The basic premise: An alien culture that cannot hear sound comes to Earth and inserts a bio-chip into the brain of a composer to funnel the experience of music to their society for the first time -- but the fellow they pick is a hack writer of B movie scores, and the aliens hunger for a richer experience than his talent can deliver. Then the bio-chip begins to push and inspire him to new heights of creativity, but it also begins to scorch his mind.
"He's making this fantastic music, but the rub is he's burning his brain out," Hackett said. "In many ways it really is my father's story. He couldn't not write -- he had these experiences he had to write about -- but it was all at a tremendous cost to him. So the fictional story and his own dovetail beautifully."
That would hint at a movie that chronicles a writer's life by blurring the lines between his real world and the one he created on the page, à la "Naked Lunch" or "American Splendor" (which also starred Giamatti). The "Naked Lunch" comparison seems especially relevant; like William S. Burroughs, Dick also lived an unhinged life. Paranoia, drug binges and fractured relationships are at the heart of the story, and Hackett admits having deep reservations about seeing it play out on a screen.
"But I think this movie is going to be made, it's inevitable, so I think the family should be part of it. I think it's better to be in the room definitely," Hackett said. "I think I've come to the point where I think it's a positive if we can play a role and have some influence and keep it sensitive and make sure it has a heart and not just focused on the sensational."
Her half-sister, Leslie, echoed that: "In a way, we feel we have to do it, because someone is going to make a film to fill that void."
Dick was married five times before his death at age 53 in Orange County. He had three children, each by a different wife. Isa, which is short for Isolde, was the second of the children, and her mother, Nancy Hackett, divorced the author in 1972 after six difficult years. The girl kept in touch with her father through letters and occasional visits, and she said she intuitively understood how to navigate around his anxieties, such as his intense discomfort in crowds and extended social interactions.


[ACTIVITY] I'd like the entries that follow repeated exactly, with the pictures left out.
======== PROVIDED RECORDS ========
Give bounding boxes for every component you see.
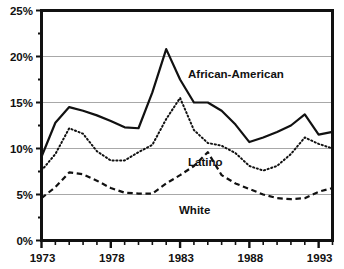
y-axis-label-20: 20% (10, 51, 33, 63)
series-annotation-white: White (179, 204, 210, 216)
x-axis-label-1978: 1978 (99, 252, 125, 264)
y-axis-label-15: 15% (10, 97, 33, 109)
unemployment-rate-line-chart: 25%20%15%10%5%0% 19731978198319881993 Af… (0, 0, 344, 269)
y-axis-label-0: 0% (16, 235, 33, 247)
series-annotation-latino: Latino (188, 156, 223, 168)
x-axis-label-1993: 1993 (307, 252, 333, 264)
chart-figure: 25%20%15%10%5%0% 19731978198319881993 Af… (0, 0, 344, 269)
y-axis-label-25: 25% (10, 5, 33, 17)
y-axis-label-5: 5% (16, 189, 33, 201)
x-axis-label-1988: 1988 (238, 252, 264, 264)
x-axis-label-1973: 1973 (30, 252, 56, 264)
series-annotation-african-american: African-American (188, 68, 284, 80)
y-axis-label-10: 10% (10, 143, 33, 155)
x-axis-label-1983: 1983 (168, 252, 194, 264)
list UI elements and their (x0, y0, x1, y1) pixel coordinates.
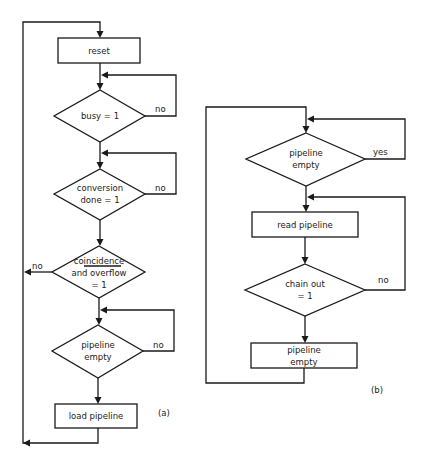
arrowhead (24, 269, 31, 276)
arrowhead (302, 336, 309, 343)
busy-label: busy = 1 (81, 111, 119, 121)
arrowhead (97, 162, 104, 169)
chain-out-decision (245, 264, 365, 316)
pipeline-empty-check-line2: empty (292, 160, 319, 170)
caption-a: (a) (158, 408, 170, 418)
conversion-label-line2: done = 1 (80, 195, 119, 205)
coincidence-label-line3: = 1 (91, 280, 106, 290)
arrowhead (302, 257, 309, 264)
coincidence-label-line2: and overflow (71, 268, 126, 278)
conversion-label-line1: conversion (77, 183, 123, 193)
chain-out-label-line1: chain out (285, 279, 325, 289)
arrowhead (101, 150, 108, 157)
busy-no-label: no (155, 104, 166, 114)
arrowhead (95, 397, 102, 404)
coincidence-no-label: no (32, 261, 43, 271)
arrowhead (303, 205, 310, 212)
chain-out-no-label: no (378, 275, 389, 285)
flowchart-b: yes pipeline empty no read pipeline chai… (206, 107, 405, 395)
arrowhead (101, 72, 108, 79)
pipeline-empty-label-line2: empty (84, 352, 111, 362)
arrowhead (97, 239, 104, 246)
outer-loop-a (23, 22, 100, 443)
pipeline-empty-check-line1: pipeline (289, 148, 323, 158)
arrowhead (96, 318, 103, 325)
caption-b: (b) (371, 385, 383, 395)
pipeline-empty-no-label: no (153, 340, 164, 350)
arrowhead (307, 194, 314, 201)
read-pipeline-label: read pipeline (277, 220, 333, 230)
flowchart-canvas: reset no busy = 1 no conversion done = 1… (0, 0, 425, 460)
arrowhead (23, 440, 30, 447)
pipeline-empty-set-line1: pipeline (287, 345, 321, 355)
arrowhead (307, 116, 314, 123)
coincidence-label-line1: coincidence (74, 256, 125, 266)
flowchart-a: reset no busy = 1 no conversion done = 1… (23, 22, 176, 447)
arrowhead (303, 126, 310, 133)
arrowhead (97, 83, 104, 90)
chain-out-label-line2: = 1 (297, 291, 312, 301)
arrowhead (97, 31, 104, 38)
reset-label: reset (88, 46, 110, 56)
pipeline-empty-set-line2: empty (290, 357, 317, 367)
pipeline-empty-label-line1: pipeline (81, 340, 115, 350)
conversion-no-label: no (155, 183, 166, 193)
pipeline-empty-yes-label: yes (373, 147, 388, 157)
arrowhead (100, 307, 107, 314)
load-pipeline-label: load pipeline (69, 411, 124, 421)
========
[RESPONSE BOX]
Give bounding boxes for every component you see.
y-axis-label-20: 20% (10, 51, 33, 63)
series-annotation-white: White (179, 204, 210, 216)
x-axis-label-1978: 1978 (99, 252, 125, 264)
y-axis-label-15: 15% (10, 97, 33, 109)
unemployment-rate-line-chart: 25%20%15%10%5%0% 19731978198319881993 Af… (0, 0, 344, 269)
y-axis-label-0: 0% (16, 235, 33, 247)
series-annotation-latino: Latino (188, 156, 223, 168)
x-axis-label-1993: 1993 (307, 252, 333, 264)
chart-figure: 25%20%15%10%5%0% 19731978198319881993 Af… (0, 0, 344, 269)
y-axis-label-25: 25% (10, 5, 33, 17)
y-axis-label-5: 5% (16, 189, 33, 201)
x-axis-label-1988: 1988 (238, 252, 264, 264)
x-axis-label-1973: 1973 (30, 252, 56, 264)
series-annotation-african-american: African-American (188, 68, 284, 80)
y-axis-label-10: 10% (10, 143, 33, 155)
x-axis-label-1983: 1983 (168, 252, 194, 264)
list UI elements and their (x0, y0, x1, y1) pixel coordinates.
arrowhead (24, 269, 31, 276)
arrowhead (302, 336, 309, 343)
busy-label: busy = 1 (81, 111, 119, 121)
arrowhead (97, 162, 104, 169)
chain-out-decision (245, 264, 365, 316)
pipeline-empty-check-line2: empty (292, 160, 319, 170)
caption-a: (a) (158, 408, 170, 418)
conversion-label-line2: done = 1 (80, 195, 119, 205)
coincidence-label-line3: = 1 (91, 280, 106, 290)
arrowhead (302, 257, 309, 264)
coincidence-label-line2: and overflow (71, 268, 126, 278)
conversion-label-line1: conversion (77, 183, 123, 193)
chain-out-label-line1: chain out (285, 279, 325, 289)
arrowhead (101, 150, 108, 157)
busy-no-label: no (155, 104, 166, 114)
arrowhead (95, 397, 102, 404)
coincidence-no-label: no (32, 261, 43, 271)
arrowhead (303, 205, 310, 212)
chain-out-no-label: no (378, 275, 389, 285)
flowchart-b: yes pipeline empty no read pipeline chai… (206, 107, 405, 395)
arrowhead (101, 72, 108, 79)
pipeline-empty-label-line2: empty (84, 352, 111, 362)
arrowhead (97, 239, 104, 246)
outer-loop-a (23, 22, 100, 443)
pipeline-empty-check-line1: pipeline (289, 148, 323, 158)
arrowhead (96, 318, 103, 325)
caption-b: (b) (371, 385, 383, 395)
pipeline-empty-no-label: no (153, 340, 164, 350)
arrowhead (307, 194, 314, 201)
read-pipeline-label: read pipeline (277, 220, 333, 230)
flowchart-canvas: reset no busy = 1 no conversion done = 1… (0, 0, 425, 460)
arrowhead (23, 440, 30, 447)
pipeline-empty-set-line1: pipeline (287, 345, 321, 355)
arrowhead (307, 116, 314, 123)
coincidence-label-line1: coincidence (74, 256, 125, 266)
flowchart-a: reset no busy = 1 no conversion done = 1… (23, 22, 176, 447)
arrowhead (303, 126, 310, 133)
arrowhead (97, 83, 104, 90)
chain-out-label-line2: = 1 (297, 291, 312, 301)
arrowhead (97, 31, 104, 38)
reset-label: reset (88, 46, 110, 56)
pipeline-empty-set-line2: empty (290, 357, 317, 367)
pipeline-empty-label-line1: pipeline (81, 340, 115, 350)
conversion-no-label: no (155, 183, 166, 193)
pipeline-empty-yes-label: yes (373, 147, 388, 157)
arrowhead (100, 307, 107, 314)
load-pipeline-label: load pipeline (69, 411, 124, 421)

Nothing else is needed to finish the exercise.